There is still much to be done. We can certainly focus our enforcement efforts on reducing the violence and bloodshed, rather than the endless and futile pursuit of eradicating drugs from the world completely. We must also strive for an immediate end to the criminalization of people who use drugs; it neither deters use, nor helps those with drug problems. Decriminalization must be the basis of any effective public-health response.
But these important steps are not enough. If we are to end the destructive criminal drugs market and the chaos it has sown across the world, we must take control of it, and the legalization and regulation of drugs within responsible government agencies is indeed the key to achieving this. We must do this not because drugs are safe, but precisely because they are risky and we seek to manage and reduce those risks. We must deal with the reality of drugs, not some imagined utopia in which they have magically all been eradicated.

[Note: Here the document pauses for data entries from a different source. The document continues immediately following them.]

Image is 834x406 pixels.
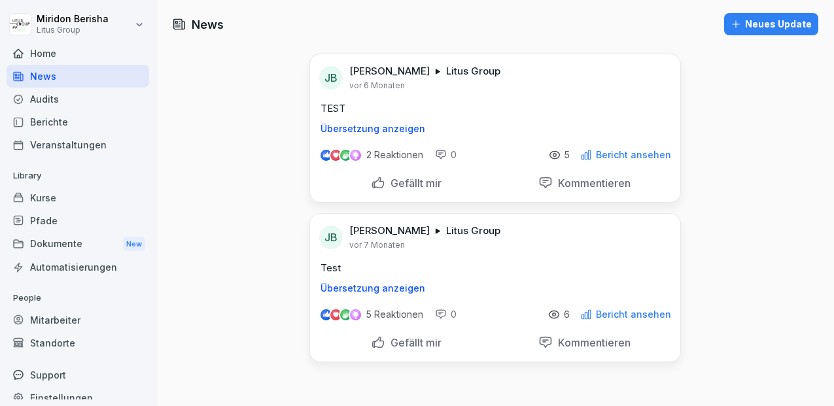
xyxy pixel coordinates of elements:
img: inspiring [350,309,361,321]
p: Kommentieren [553,177,631,190]
p: 2 Reaktionen [367,150,423,160]
a: Standorte [7,332,149,355]
a: Audits [7,88,149,111]
h1: News [192,16,224,33]
div: New [123,237,145,252]
div: Support [7,364,149,387]
img: inspiring [350,149,361,161]
div: 0 [435,308,457,321]
p: Litus Group [446,224,501,238]
button: Neues Update [725,13,819,35]
p: Übersetzung anzeigen [321,124,670,134]
p: vor 7 Monaten [349,240,405,251]
p: 6 [564,310,570,320]
div: JB [319,66,343,90]
img: celebrate [340,310,351,321]
a: Automatisierungen [7,256,149,279]
img: like [321,310,332,320]
img: like [321,150,332,160]
a: Veranstaltungen [7,134,149,156]
p: Library [7,166,149,187]
div: Dokumente [7,232,149,257]
div: Neues Update [731,17,812,31]
p: TEST [321,101,670,116]
p: Gefällt mir [385,177,442,190]
p: vor 6 Monaten [349,81,405,91]
p: Bericht ansehen [596,150,672,160]
div: 0 [435,149,457,162]
p: Kommentieren [553,336,631,349]
div: JB [319,226,343,249]
p: [PERSON_NAME] [349,65,430,78]
img: love [331,310,341,320]
img: love [331,151,341,160]
p: Übersetzung anzeigen [321,283,670,294]
p: 5 [565,150,570,160]
p: Gefällt mir [385,336,442,349]
a: DokumenteNew [7,232,149,257]
p: Miridon Berisha [37,14,109,25]
p: Bericht ansehen [596,310,672,320]
a: Kurse [7,187,149,209]
p: Litus Group [37,26,109,35]
p: Test [321,261,670,276]
p: [PERSON_NAME] [349,224,430,238]
a: Berichte [7,111,149,134]
p: People [7,288,149,309]
a: Home [7,42,149,65]
a: News [7,65,149,88]
p: 5 Reaktionen [367,310,423,320]
p: Litus Group [446,65,501,78]
a: Pfade [7,209,149,232]
a: Mitarbeiter [7,309,149,332]
img: celebrate [340,150,351,161]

Legalization and regulation, as this book makes clear, does not mean an open market. Drugs must be strictly and responsibly regulated according to their risks. We must learn from mistakes we have made with alcohol and tobacco in the past and get it right this time around. We must prioritize public health, human rights, security and development not the interests of profit-making companies.
As the Global Commission has long hoped and predicted, the momentum for reform continues to gather pace. A better world is now there for the taking, one in which drug markets are controlled by governments, not gangsters. There is great cause for optimism as we go forward. I commend this book to you, and encourage all who read it to join the movement for change and help to end the ruinous war on drugs, and the catastrophe it has created.
Csar Gaviria
Former president of Colombia, and member of the Global Commission on Drugs
globalcommissionondrugs.org
People like to take drugs. Whether to feel good, to relieve pain, to relax, or find spiritual solace, seeking altered states of consciousness has been part of our culture since the dawn of humanity. Psychoactive drug use seems to be almost an innate part of the human condition. And, since civilization began, prohibitions on certain drugs and drug-using behaviors have also been a common although by no means ubiquitous feature of the way different societies organize and regulate themselves. Often these prohibitions have been motivated by legitimate concerns about risks to the drug users, or to those around them. But just as often prohibitions have been driven by the interests of those in power who view drug use as a threat to their control of the established order, or who use prohibitions as a form of social control over certain groups or perceived threats.
Around the beginning of the 20th century, as a rapidly industrializing world began to consolidate expanding international trade into new forms of international law and global government so the various efforts to regulate the drug trade and its related risks began to coalesce into a new global drug-control regime. Guided by the temperance instincts of the US, its global hegemonic power in the ascendant within the League of Nations (soon to be United Nations) a new, highly interventionist, global model of drug prohibition emerged in the form of the 1961 United Nations Single Convention on Narcotic Drugs. This new international legal instrument, ratified by almost every country on earth, not only sought to control the medical trade and use of certain drugs, but also to impose punitive sanctions on the production, supply and use of drugs for non-medical uses.